All the numbers, measures and percentages seem like a product of a long theoretical period, but in fact, Anna and Pietro never studied it officially. It all started at home since their father came from wheat farmers and was an enthusiast about stone mill flour. Therefore, it’s studying by tradition – and lots of experience that grows constantly, since nature brings along with the wheat, which is a “living produce,” surprises, sometimes pleasant and sometimes less. As an example, Anna showed us a handful of grano duro grains that suffered the long wait for rain. Since the humidity stayed in the air for a long time without rain, the wheat became more vulnerable and caused a smaller harvest.
The mill’s small capacity allows flexibility in its operation since there’s no need to stop the whole process – but to wait for the end of the round. After the machine stops it will be possible to examine artfully the compatibility of grains, humidity in the time of milling and the days to come, the level of milling, and the final product. Although it’s a tiny mill that doesn’t have silos of its own, Pietro handles the close relationship with wheat farmers all around Calabria: from Cosenza in the North, Crotone on its east coast, up to Vibo Valentia on its west coast.

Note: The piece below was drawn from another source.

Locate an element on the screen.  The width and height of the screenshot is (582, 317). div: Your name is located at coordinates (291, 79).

This “ring of trust,” a central characteristic of Calabria, helps Pietro to keep in the silo of each field his – and only his – crop, so the mill can work all along the wheat cycle, from July to July. This is how different types of wheat arrive in Pianopoli, but all types of the region: Antille, Adelaide and Anapo, and other types of flour that cannot be milled in stone as delicate as 00 – all Italians, of course.

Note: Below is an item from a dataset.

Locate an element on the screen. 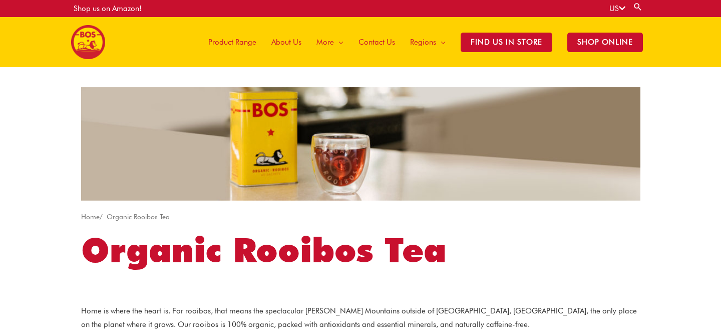 This screenshot has width=721, height=336. span: SHOP ONLINE is located at coordinates (605, 42).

The ”Ring of trust” turns into a chain, when the wheat that grows around Pianopoli turns to flour in Molino Antica Macina and continues its way to bakeries, pastry shops, and local pasta producers. Great pride is the fact that recently Anna and Pietro started to mill flour for the pasta of Callipo, one of Calabria’s super brands, that has given the mill a quality stamp. Aside from the big name, the mill is open to anyone who has stocks of wheat, from growers to bakers and wishes to try to create a personal “blend,” exactly like a coffee one.
Currently, Anna and Pietro sell their product only in Italy but carry their eyes forward in the will to expand and share their experience and knowledge – as they do with their close customers. Anything that the flour that goes out of the mill, and has a much shorter shelf life than the industrial one, will get to its destination as bread, pastry, or pasta. We (I’m the baker of the house) are already in love with the flour from Pianopoli, that manages to shine every time we open the oven’s door. What is the secret? I find the combination of 50% flour type 1, 25% flour Manitoba, 25% wholewheat – and at least 60% hydration. It works.

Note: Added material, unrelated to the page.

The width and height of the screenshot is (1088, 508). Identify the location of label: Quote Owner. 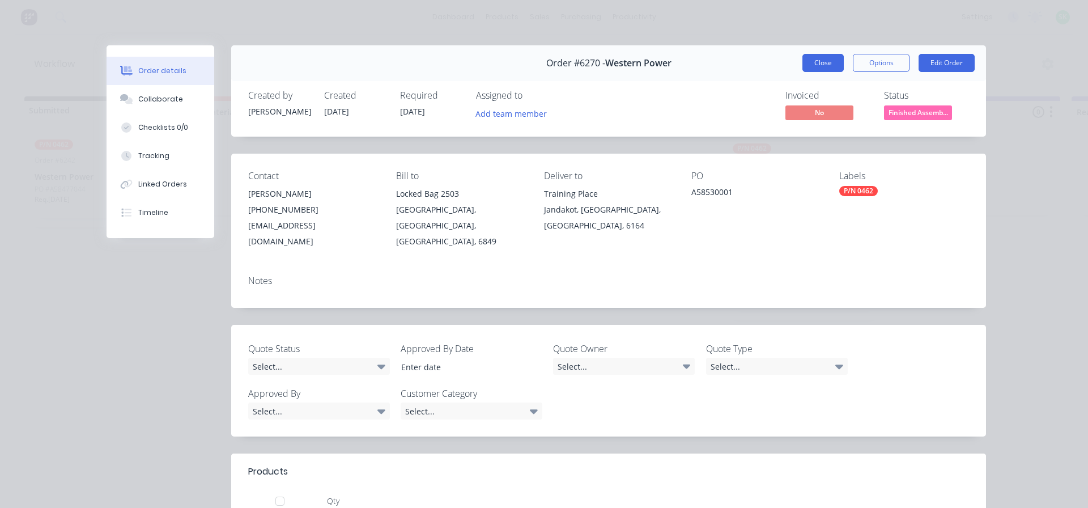
(624, 348).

Calabria is spotted with many old mills, but most of them are not active. While talking to Anna and Pietro we understood that 80 years ago, many years before it became an oil mill, stood at the same place as an old stone mill. If there’s something like “a soul of a place,” then the space in “the Street of Sorrows” revived its origins, and the old flour mill of Pianopoli found its comfort in Molino Antica Macina of family Musio.